The First Modern Water Treatment Plant (1949)

Verde Water Treatment Plant - The History of Water And Water Filtration in Phoenix
Photo credit: Carollo.com

In 1949, Phoenix unveiled its first state-of-the-art water treatment plant, the Verde Water Treatment Plant. Before Verde, Phoenix residents had to make do with murky, smelly water that sometimes made them sick. But Verde brought a whole new level of clean water in Phoenix. It used a two-step process to purify the water from the Salt River canal.

First, the water flowed through special sand filters. These filters were like giant sandboxes, but they trapped all the tiny particles and dirt in the water. Next, the water went into a chlorine chamber. Just like how chlorine keeps your pool clean, it also kills germs in drinking water. The Verde plant carefully added just the right amount of chlorine to make the water safe for everyone to drink.
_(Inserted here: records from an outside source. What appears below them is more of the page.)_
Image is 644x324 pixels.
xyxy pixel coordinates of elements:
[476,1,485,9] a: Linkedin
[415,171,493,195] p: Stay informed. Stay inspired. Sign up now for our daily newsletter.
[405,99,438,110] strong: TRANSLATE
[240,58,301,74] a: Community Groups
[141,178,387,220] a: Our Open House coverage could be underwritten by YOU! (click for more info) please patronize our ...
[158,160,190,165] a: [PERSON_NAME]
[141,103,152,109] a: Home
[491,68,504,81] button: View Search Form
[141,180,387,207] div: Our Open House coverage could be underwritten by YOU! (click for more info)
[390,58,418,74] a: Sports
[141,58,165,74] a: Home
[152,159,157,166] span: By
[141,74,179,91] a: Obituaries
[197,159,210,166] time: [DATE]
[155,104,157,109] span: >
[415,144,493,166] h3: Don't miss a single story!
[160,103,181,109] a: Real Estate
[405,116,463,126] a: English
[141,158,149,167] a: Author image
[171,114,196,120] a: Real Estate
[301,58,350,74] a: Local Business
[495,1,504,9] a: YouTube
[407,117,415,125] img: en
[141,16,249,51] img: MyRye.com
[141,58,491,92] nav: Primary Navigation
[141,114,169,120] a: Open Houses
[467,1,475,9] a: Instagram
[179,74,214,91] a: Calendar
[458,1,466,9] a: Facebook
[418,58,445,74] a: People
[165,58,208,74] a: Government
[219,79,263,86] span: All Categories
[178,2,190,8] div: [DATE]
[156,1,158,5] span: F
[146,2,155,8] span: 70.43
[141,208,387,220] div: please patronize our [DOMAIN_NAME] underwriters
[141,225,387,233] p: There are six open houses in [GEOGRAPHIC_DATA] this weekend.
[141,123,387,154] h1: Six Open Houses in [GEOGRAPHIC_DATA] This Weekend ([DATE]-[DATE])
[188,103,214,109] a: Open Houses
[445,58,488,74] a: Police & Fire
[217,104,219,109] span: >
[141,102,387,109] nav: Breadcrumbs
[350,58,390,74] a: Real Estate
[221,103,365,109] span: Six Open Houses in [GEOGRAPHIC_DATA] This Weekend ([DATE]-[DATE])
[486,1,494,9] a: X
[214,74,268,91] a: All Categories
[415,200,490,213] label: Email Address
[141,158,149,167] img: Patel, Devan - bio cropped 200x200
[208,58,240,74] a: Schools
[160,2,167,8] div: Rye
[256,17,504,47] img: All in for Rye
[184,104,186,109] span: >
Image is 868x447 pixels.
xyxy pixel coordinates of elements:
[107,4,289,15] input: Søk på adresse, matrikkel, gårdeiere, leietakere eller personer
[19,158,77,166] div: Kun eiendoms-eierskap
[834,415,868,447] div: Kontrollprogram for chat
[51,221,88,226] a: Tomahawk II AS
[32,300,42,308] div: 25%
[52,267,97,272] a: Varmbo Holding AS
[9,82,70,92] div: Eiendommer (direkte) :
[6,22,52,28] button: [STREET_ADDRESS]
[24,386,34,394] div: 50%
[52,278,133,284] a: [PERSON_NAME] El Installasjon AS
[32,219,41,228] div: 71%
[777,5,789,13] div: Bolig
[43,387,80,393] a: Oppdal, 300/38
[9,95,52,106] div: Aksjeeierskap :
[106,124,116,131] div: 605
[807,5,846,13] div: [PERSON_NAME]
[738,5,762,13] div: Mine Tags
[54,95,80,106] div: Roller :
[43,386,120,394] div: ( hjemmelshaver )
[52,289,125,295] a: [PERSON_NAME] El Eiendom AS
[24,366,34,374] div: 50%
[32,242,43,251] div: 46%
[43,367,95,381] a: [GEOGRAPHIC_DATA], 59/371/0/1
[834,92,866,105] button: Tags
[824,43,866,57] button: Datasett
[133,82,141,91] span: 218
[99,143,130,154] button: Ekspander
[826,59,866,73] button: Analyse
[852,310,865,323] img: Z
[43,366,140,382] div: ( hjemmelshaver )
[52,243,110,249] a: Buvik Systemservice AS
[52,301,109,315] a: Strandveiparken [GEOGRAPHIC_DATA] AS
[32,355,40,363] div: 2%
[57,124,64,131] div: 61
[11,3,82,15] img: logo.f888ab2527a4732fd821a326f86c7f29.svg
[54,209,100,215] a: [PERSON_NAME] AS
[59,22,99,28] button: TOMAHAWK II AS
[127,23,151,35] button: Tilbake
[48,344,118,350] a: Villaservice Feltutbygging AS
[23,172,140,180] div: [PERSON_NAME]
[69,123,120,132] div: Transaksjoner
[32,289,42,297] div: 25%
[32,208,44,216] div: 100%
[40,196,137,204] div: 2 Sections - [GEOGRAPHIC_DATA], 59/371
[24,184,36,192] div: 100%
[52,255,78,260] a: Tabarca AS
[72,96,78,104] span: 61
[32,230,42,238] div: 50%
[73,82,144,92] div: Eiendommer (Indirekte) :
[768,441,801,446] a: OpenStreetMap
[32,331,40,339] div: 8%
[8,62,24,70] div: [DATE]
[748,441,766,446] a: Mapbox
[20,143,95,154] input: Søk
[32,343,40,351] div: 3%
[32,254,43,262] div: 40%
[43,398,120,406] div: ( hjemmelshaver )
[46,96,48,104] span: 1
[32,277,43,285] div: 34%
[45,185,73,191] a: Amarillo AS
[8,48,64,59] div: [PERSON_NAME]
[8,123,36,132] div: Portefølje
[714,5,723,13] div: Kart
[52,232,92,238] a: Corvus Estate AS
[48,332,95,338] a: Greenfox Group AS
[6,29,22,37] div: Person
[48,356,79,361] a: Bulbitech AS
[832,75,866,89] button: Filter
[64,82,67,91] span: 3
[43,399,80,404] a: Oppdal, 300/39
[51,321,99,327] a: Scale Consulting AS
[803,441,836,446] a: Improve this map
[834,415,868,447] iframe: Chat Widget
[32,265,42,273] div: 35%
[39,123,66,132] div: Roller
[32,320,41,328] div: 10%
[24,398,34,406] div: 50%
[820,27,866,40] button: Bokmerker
When the city decommissioned the Verde Water Treatment Plant in 2011—transferring its duties to larger, more efficient treatment plants—the blueprint it established endured. The way it purified water became the standard for all of Phoenix's water treatment plants.

Preview: Episode 2 of The History of Water and Water Filtration in Phoenix

In the next episode, we're going to talk about how Phoenix built these massive water treatment plants all across the Valley - from Maryvale in the west to Alhambra up north. We also built this huge aqueduct called the Central Arizona Project, which brings Colorado River water right down to Arizona. It's pretty impressive, actually!

Subscribe to the Aussie Plumber Podcast, bookmark this series, and tune in for Part 2 as James “The Aussie Plumber” Hill uncovers the mid-century breakthroughs—and emerging challenges—that continue to shape your home’s water quality.